DOCS Education offers continuing education on SUD in clinical practice. Examining Addiction is a strong starting point. Also worth exploring are Treating Patients with Substance Abuse Disorder and You Are What You Eat.

The GLP-1 story started with blood sugar and expanded to weight loss. It may now be opening a chapter that touches how medicine understands craving itself, and for dental clinicians, that’s a development worth following.

 

References

  1. Cai M, Choi T, Xie Y, Al-Aly Z. (2026, March 4). GLP-1RA and risks of substance use disorders among US veterans with type 2 diabetes: A cohort study. The BMJ. https://www.bmj.com/content/392/bmj-2025-086886
  2. Ballard S. (2026, March 4).

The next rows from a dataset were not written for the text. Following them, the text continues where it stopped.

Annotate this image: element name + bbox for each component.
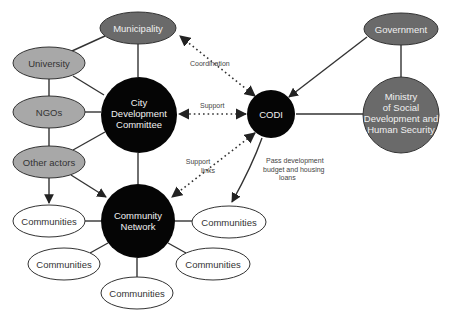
ministry-label-4: Human Security: [367, 124, 435, 135]
node-communities-lowerright: Communities: [176, 248, 250, 280]
ministry-label-1: Ministry: [385, 91, 418, 102]
node-communities-bottom: Communities: [101, 277, 173, 309]
cdc-label-1: City: [131, 97, 148, 108]
codi-label: CODI: [259, 109, 283, 120]
dotted-codi-network: [172, 133, 255, 197]
label-pass-budget-1: Pass development: [266, 157, 324, 165]
arrow-other-network: [71, 175, 106, 197]
government-label: Government: [375, 24, 428, 35]
node-codi: CODI: [247, 90, 295, 138]
node-university: University: [13, 47, 85, 79]
communities-label: Communities: [185, 259, 241, 270]
label-support: Support: [200, 102, 225, 110]
node-government: Government: [364, 13, 438, 45]
communities-label: Communities: [21, 216, 77, 227]
edge-university-cdc: [73, 76, 104, 95]
label-support-links-2: links: [201, 167, 216, 174]
communities-label: Communities: [109, 288, 165, 299]
university-label: University: [28, 58, 70, 69]
edge-municipality-university: [72, 36, 105, 51]
node-communities-right: Communities: [192, 206, 266, 238]
node-communities-left: Communities: [13, 205, 85, 237]
node-other-actors: Other actors: [13, 146, 85, 178]
communities-label: Communities: [36, 259, 92, 270]
node-communities-lowerleft: Communities: [28, 248, 100, 280]
edge-network-communities-lowerleft: [90, 243, 108, 253]
network-label-2: Network: [121, 221, 156, 232]
codi-network-diagram: Coordination Support Support links Pass …: [0, 0, 449, 321]
node-city-development-committee: City Development Committee: [101, 77, 177, 153]
cdc-label-3: Committee: [116, 119, 162, 130]
label-support-links-1: Support: [186, 158, 211, 166]
node-municipality: Municipality: [100, 12, 176, 44]
edge-other-cdc: [73, 132, 105, 150]
ngos-label: NGOs: [36, 107, 63, 118]
label-pass-budget-3: loans: [279, 174, 296, 181]
edge-network-communities-lowerright: [168, 243, 186, 253]
municipality-label: Municipality: [113, 23, 163, 34]
ministry-label-2: of Social: [383, 102, 419, 113]
label-coordination: Coordination: [190, 60, 230, 67]
node-ngos: NGOs: [13, 96, 85, 128]
arrow-government-codi: [289, 37, 367, 97]
communities-label: Communities: [201, 217, 257, 228]
label-pass-budget-2: budget and housing: [263, 166, 325, 174]
other-actors-label: Other actors: [23, 157, 76, 168]
cdc-label-2: Development: [111, 108, 167, 119]
ministry-label-3: Development and: [364, 113, 438, 124]
node-community-network: Community Network: [101, 184, 175, 258]
network-label-1: Community: [114, 210, 162, 221]
node-ministry: Ministry of Social Development and Human…: [363, 77, 439, 153]
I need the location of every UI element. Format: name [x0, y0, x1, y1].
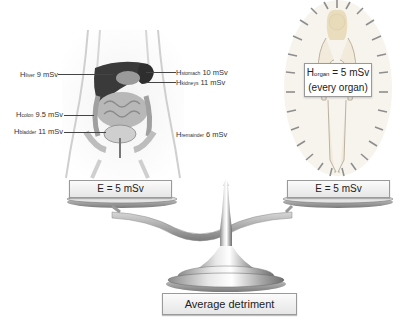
left-effective-dose-box: E = 5 mSv [69, 180, 172, 198]
stomach-dose-label: Hstomach 10 mSv [176, 68, 228, 78]
organ-dose-box: Horgan = 5 mSv (every organ) [304, 63, 372, 97]
remainder-dose-label: Hremainder 6 mSv [176, 130, 227, 140]
left-effective-dose-text: E = 5 mSv [97, 183, 143, 194]
average-detriment-box: Average detriment [162, 293, 297, 315]
right-effective-dose-text: E = 5 mSv [315, 183, 361, 194]
liver-dose-label: Hliver 9 mSv [20, 70, 58, 80]
organ-dose-note: (every organ) [305, 81, 371, 94]
kidneys-dose-label: Hkidneys 11 mSv [176, 78, 225, 88]
torso-illustration [62, 30, 184, 180]
colon-dose-label: Hcolon 9.5 mSv [16, 110, 63, 120]
liver-leader-line [58, 74, 113, 75]
colon-leader-line [64, 115, 94, 116]
average-detriment-text: Average detriment [185, 298, 275, 310]
right-effective-dose-box: E = 5 mSv [287, 180, 390, 198]
bladder-leader-line [64, 132, 106, 133]
kidneys-leader-line [146, 82, 176, 83]
stomach-leader-line [146, 72, 176, 73]
bladder-dose-label: Hbladder 11 mSv [14, 127, 63, 137]
diagram-graphics [0, 0, 402, 327]
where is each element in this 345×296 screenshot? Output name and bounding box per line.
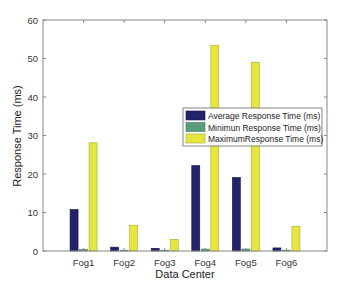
bar	[292, 226, 300, 251]
bar	[111, 247, 119, 251]
y-axis-title: Response Time (ms)	[11, 85, 23, 186]
y-tick-label: 60	[27, 15, 38, 26]
bar	[211, 45, 219, 251]
legend-swatch	[186, 134, 205, 143]
y-tick-label: 30	[27, 130, 38, 141]
y-tick-label: 40	[27, 92, 38, 103]
y-tick-label: 0	[33, 246, 38, 257]
bar-chart: 0102030405060 Fog1Fog2Fog3Fog4Fog5Fog6 D…	[0, 0, 345, 296]
bar	[70, 209, 78, 251]
bar	[89, 143, 97, 251]
x-tick-label: Fog5	[235, 257, 257, 268]
x-tick-label: Fog6	[276, 257, 298, 268]
y-tick-label: 50	[27, 53, 38, 64]
y-tick-label: 10	[27, 207, 38, 218]
x-tick-label: Fog1	[73, 257, 95, 268]
legend-label: MaximumResponse Time (ms)	[208, 134, 323, 144]
bar	[170, 239, 178, 251]
bar	[192, 166, 200, 251]
legend-swatch	[186, 123, 205, 132]
x-tick-label: Fog2	[113, 257, 135, 268]
y-tick-label: 20	[27, 169, 38, 180]
legend-label: Minimun Response Time (ms)	[208, 123, 321, 133]
bar	[130, 225, 138, 251]
x-tick-label: Fog3	[154, 257, 176, 268]
x-tick-label: Fog4	[194, 257, 216, 268]
legend-label: Average Response Time (ms)	[208, 111, 320, 121]
bar	[251, 62, 259, 251]
bar	[232, 177, 240, 251]
x-axis-title: Data Center	[155, 268, 215, 280]
legend: Average Response Time (ms)Minimun Respon…	[183, 108, 323, 146]
legend-swatch	[186, 111, 205, 120]
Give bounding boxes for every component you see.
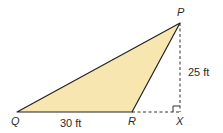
- vertex-label-r: R: [128, 115, 136, 127]
- triangle-pqr: [17, 23, 180, 112]
- triangle-diagram: P Q R X 30 ft 25 ft: [0, 0, 223, 133]
- measurement-qr: 30 ft: [60, 117, 81, 129]
- measurement-px: 25 ft: [188, 66, 209, 78]
- vertex-label-x: X: [175, 115, 184, 127]
- vertex-label-q: Q: [11, 115, 20, 127]
- right-angle-marker: [173, 106, 180, 112]
- vertex-label-p: P: [177, 6, 185, 18]
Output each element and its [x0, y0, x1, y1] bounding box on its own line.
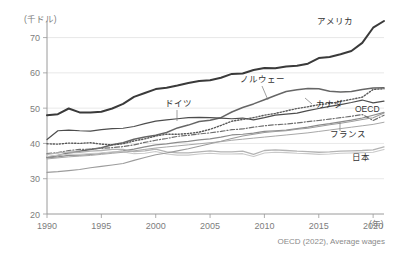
y-axis-unit-label: (千ドル)	[24, 14, 57, 24]
x-tick-label: 1995	[91, 221, 111, 231]
x-axis-unit-label: (年)	[369, 219, 384, 229]
chart-canvas: 203040506070 199019952000200520102015202…	[0, 0, 393, 259]
x-tick-label: 2015	[309, 221, 329, 231]
series-label-norway: ノルウェー	[240, 74, 285, 84]
y-tick-label: 20	[30, 210, 40, 220]
y-axis-ticks: 203040506070	[30, 33, 47, 219]
x-tick-label: 2010	[254, 221, 274, 231]
wage-line-chart: 203040506070 199019952000200520102015202…	[0, 0, 393, 259]
y-tick-label: 40	[30, 139, 40, 149]
x-tick-label: 2000	[146, 221, 166, 231]
x-tick-label: 1990	[37, 221, 57, 231]
y-tick-label: 30	[30, 174, 40, 184]
series-label-canada: カナダ	[316, 99, 343, 109]
series-lines	[47, 21, 384, 172]
series-label-france: フランス	[330, 129, 366, 139]
y-tick-label: 50	[30, 104, 40, 114]
x-tick-label: 2005	[200, 221, 220, 231]
series-label-america: アメリカ	[317, 16, 353, 26]
series-label-germany: ドイツ	[165, 98, 192, 108]
series-label-oecd: OECD	[355, 104, 380, 114]
series-line-イタリア	[47, 113, 384, 172]
source-attribution: OECD (2022), Average wages	[278, 237, 385, 246]
annotation-leader-line	[262, 86, 268, 100]
x-axis-ticks: 1990199520002005201020152020	[37, 214, 383, 231]
annotation-leader-line	[305, 98, 312, 104]
series-label-japan: 日本	[352, 152, 370, 162]
y-tick-label: 70	[30, 33, 40, 43]
y-tick-label: 60	[30, 68, 40, 78]
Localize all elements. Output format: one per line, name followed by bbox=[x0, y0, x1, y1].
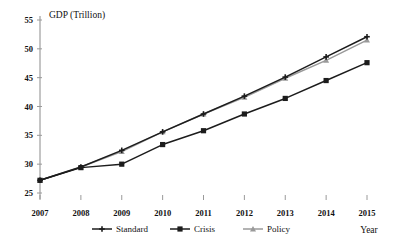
x-tick-label-2010: 2010 bbox=[154, 208, 171, 218]
legend-label-policy: Policy bbox=[267, 224, 291, 234]
x-tick-label-2013: 2013 bbox=[277, 208, 294, 218]
y-tick-label-45: 45 bbox=[25, 73, 34, 83]
datapoint-crisis-2012 bbox=[242, 111, 247, 116]
x-tick-label-2011: 2011 bbox=[195, 208, 212, 218]
datapoint-crisis-2013 bbox=[283, 96, 288, 101]
series-line-crisis bbox=[40, 63, 367, 181]
x-tick-label-2008: 2008 bbox=[72, 208, 89, 218]
y-tick-label-25: 25 bbox=[25, 188, 34, 198]
legend-marker-crisis bbox=[177, 226, 182, 231]
x-axis-title: Year bbox=[360, 225, 378, 235]
y-axis-title: GDP (Trillion) bbox=[49, 10, 105, 21]
y-tick-label-40: 40 bbox=[25, 102, 34, 112]
datapoint-crisis-2015 bbox=[364, 60, 369, 65]
legend-label-crisis: Crisis bbox=[194, 224, 216, 234]
x-tick-label-2012: 2012 bbox=[236, 208, 253, 218]
y-tick-label-30: 30 bbox=[25, 159, 34, 169]
chart-canvas: 5550454035302520072008200920102011201220… bbox=[0, 0, 406, 251]
datapoint-crisis-2009 bbox=[119, 162, 124, 167]
x-tick-label-2009: 2009 bbox=[113, 208, 130, 218]
x-tick-label-2015: 2015 bbox=[359, 208, 376, 218]
x-tick-label-2014: 2014 bbox=[318, 208, 336, 218]
x-tick-label-2007: 2007 bbox=[32, 208, 50, 218]
gdp-line-chart: 5550454035302520072008200920102011201220… bbox=[0, 0, 406, 251]
datapoint-crisis-2010 bbox=[160, 142, 165, 147]
y-tick-label-55: 55 bbox=[25, 15, 34, 25]
series-line-standard bbox=[40, 37, 367, 181]
y-tick-label-50: 50 bbox=[25, 44, 34, 54]
datapoint-crisis-2014 bbox=[324, 78, 329, 83]
datapoint-crisis-2011 bbox=[201, 128, 206, 133]
y-tick-label-35: 35 bbox=[25, 130, 34, 140]
legend-label-standard: Standard bbox=[116, 224, 148, 234]
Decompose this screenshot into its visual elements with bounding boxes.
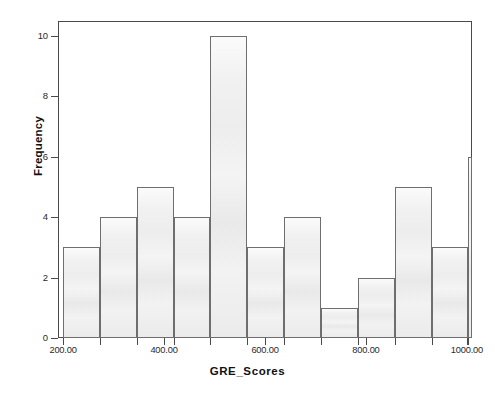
x-axis-tick (358, 338, 359, 345)
x-axis-major-tick (467, 338, 468, 345)
histogram-bar (63, 247, 100, 338)
x-axis-major-tick (63, 338, 64, 345)
x-axis-tick (100, 338, 101, 345)
x-axis-tick-label: 1000.00 (432, 345, 495, 355)
x-axis-tick (137, 338, 138, 345)
y-axis-title: Frequency (32, 86, 44, 206)
histogram-bar (358, 278, 395, 338)
histogram-bar (432, 247, 469, 338)
x-axis-major-tick (164, 338, 165, 345)
y-axis-tick (51, 36, 58, 37)
histogram-bar (468, 157, 472, 338)
x-axis-tick-label: 800.00 (331, 345, 401, 355)
histogram-bar (210, 36, 247, 338)
x-axis-tick (468, 338, 469, 345)
x-axis-tick (174, 338, 175, 345)
y-axis-tick (51, 157, 58, 158)
x-axis-tick (284, 338, 285, 345)
histogram-bar (395, 187, 432, 338)
y-axis-tick (51, 217, 58, 218)
histogram-bar (100, 217, 137, 338)
histogram-bar (247, 247, 284, 338)
y-axis-tick (51, 278, 58, 279)
x-axis-tick (247, 338, 248, 345)
x-axis-tick-label: 200.00 (28, 345, 98, 355)
histogram-bars (58, 21, 472, 338)
x-axis-title: GRE_Scores (0, 365, 495, 377)
y-axis-tick-label: 4 (28, 211, 48, 222)
x-axis-tick (321, 338, 322, 345)
y-axis-tick-label: 0 (28, 332, 48, 343)
x-axis-tick (432, 338, 433, 345)
histogram-figure: 0246810 200.00400.00600.00800.001000.00 … (0, 0, 495, 394)
x-axis-major-tick (366, 338, 367, 345)
x-axis-tick (210, 338, 211, 345)
y-axis-tick-label: 10 (28, 30, 48, 41)
histogram-bar (174, 217, 211, 338)
histogram-bar (321, 308, 358, 338)
y-axis-tick (51, 338, 58, 339)
x-axis-tick-label: 600.00 (230, 345, 300, 355)
x-axis-major-tick (265, 338, 266, 345)
x-axis-tick (395, 338, 396, 345)
histogram-bar (137, 187, 174, 338)
y-axis-tick-label: 2 (28, 272, 48, 283)
y-axis-tick (51, 96, 58, 97)
histogram-bar (284, 217, 321, 338)
x-axis-tick-label: 400.00 (129, 345, 199, 355)
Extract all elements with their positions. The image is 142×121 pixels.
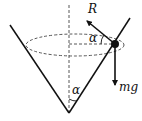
angle-arc-apex xyxy=(69,99,77,101)
weight-label: mg xyxy=(119,81,138,93)
ball xyxy=(111,40,119,48)
angle-label-ball: α xyxy=(89,32,97,44)
cone-force-diagram: R mg α α xyxy=(0,0,142,121)
cone-left-side xyxy=(10,25,69,113)
diagram-canvas xyxy=(0,0,142,121)
angle-label-apex: α xyxy=(72,84,80,96)
circular-path-ellipse xyxy=(26,34,124,56)
reaction-force-label: R xyxy=(88,3,97,15)
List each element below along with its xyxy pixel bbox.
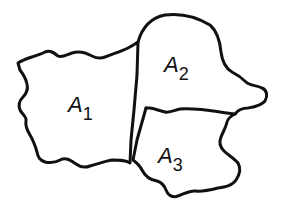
region-a1-label: A1 — [66, 92, 93, 124]
region-a3-outline — [133, 108, 240, 197]
region-a3-label: A3 — [156, 143, 183, 175]
region-a2-outline — [138, 14, 267, 114]
regions-diagram: A1 A2 A3 — [0, 0, 281, 216]
region-a2-label: A2 — [162, 52, 189, 84]
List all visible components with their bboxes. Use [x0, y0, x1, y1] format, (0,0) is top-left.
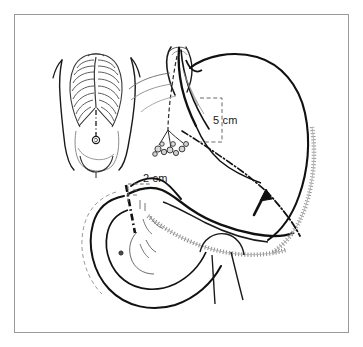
label-2cm: 2 cm	[143, 172, 168, 184]
nodule	[184, 142, 189, 147]
nodule	[160, 142, 164, 146]
duodenal-node	[119, 251, 123, 255]
label-5cm: 5 cm	[213, 114, 238, 126]
nodule	[171, 142, 176, 147]
illustration-canvas: 5 cm 2 cm	[0, 0, 363, 347]
nodule	[155, 146, 161, 152]
nodule	[167, 147, 173, 153]
nodule	[153, 152, 158, 157]
nodule	[173, 150, 178, 155]
nodule	[161, 149, 166, 154]
surgical-figure: 5 cm 2 cm	[0, 0, 363, 347]
nodule	[179, 146, 185, 152]
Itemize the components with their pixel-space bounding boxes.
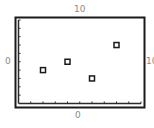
square-marker-icon xyxy=(114,43,119,48)
axes xyxy=(19,20,142,104)
plot-frame xyxy=(16,18,145,108)
scatter-plot xyxy=(0,0,154,128)
square-marker-icon xyxy=(41,68,46,73)
square-marker-icon xyxy=(90,76,95,81)
square-marker-icon xyxy=(65,59,70,64)
data-points xyxy=(41,43,120,81)
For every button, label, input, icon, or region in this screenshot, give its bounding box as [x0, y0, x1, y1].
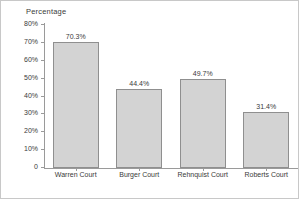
x-axis-category-label: Roberts Court: [244, 171, 288, 178]
x-axis-category-label: Warren Court: [55, 171, 97, 178]
y-axis-tick-label: 80%: [24, 20, 38, 27]
y-axis-tick-label: 40%: [24, 92, 38, 99]
y-axis-tick-label: 60%: [24, 56, 38, 63]
bar[interactable]: [53, 42, 99, 168]
bar-value-label: 44.4%: [129, 80, 149, 87]
bars-layer: 70.3%Warren Court44.4%Burger Court49.7%R…: [44, 1, 298, 199]
bar-value-label: 70.3%: [66, 33, 86, 40]
bar[interactable]: [180, 79, 226, 168]
x-axis-category-label: Rehnquist Court: [177, 171, 228, 178]
bar-value-label: 31.4%: [256, 103, 276, 110]
bar[interactable]: [116, 89, 162, 168]
y-axis-tick-label: 20%: [24, 127, 38, 134]
y-axis-tick-label: 0: [34, 163, 38, 170]
bar-group: 49.7%: [180, 25, 226, 168]
y-axis-tick-label: 50%: [24, 74, 38, 81]
bar-group: 31.4%: [243, 25, 289, 168]
y-axis-tick-label: 30%: [24, 109, 38, 116]
x-axis-category-label: Burger Court: [119, 171, 159, 178]
bar-group: 70.3%: [53, 25, 99, 168]
bar-group: 44.4%: [116, 25, 162, 168]
y-axis-tick-label: 10%: [24, 145, 38, 152]
bar[interactable]: [243, 112, 289, 168]
bar-value-label: 49.7%: [193, 70, 213, 77]
y-axis-tick-label: 70%: [24, 38, 38, 45]
bar-chart-figure: Percentage 80%70%60%50%40%30%20%10%0 70.…: [0, 0, 299, 199]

GLP-1 medications get at the heart of addiction: Study. WashU Medicine. https://medicine.washu.edu/news/glp-1-medications-get-at-the-heart-of-a…
  3. GLP-1s viable option to treat and prevent wide range of substance use. (2026). Medscape. https://www.medscape.com/viewarticle/glp-1s-viable-option-treat-prevent…
  4. More data show GLP-1s may reduce addiction risk. (2026, March 9). Healio. https://www.healio.com/news/psychiatry/20260309/more-data-show-glp1s-ma…
  5. GLP-1 receptor agonists tied to lower SUD risk: Study. (2026). Becker’s Hospital Review. https://www.beckershospitalreview.com/glp-1s/glp-1-receptor-agonists-ti…

 

Author: With over 16 years as a published, award-winning journalist, editor, and writer, Genni Burkhart's career has spanned politics, healthcare, law, business finance, technology, and news. She resides in Northern Colorado, where she works as the editor-in-chief of the Incisor at DOCS Education.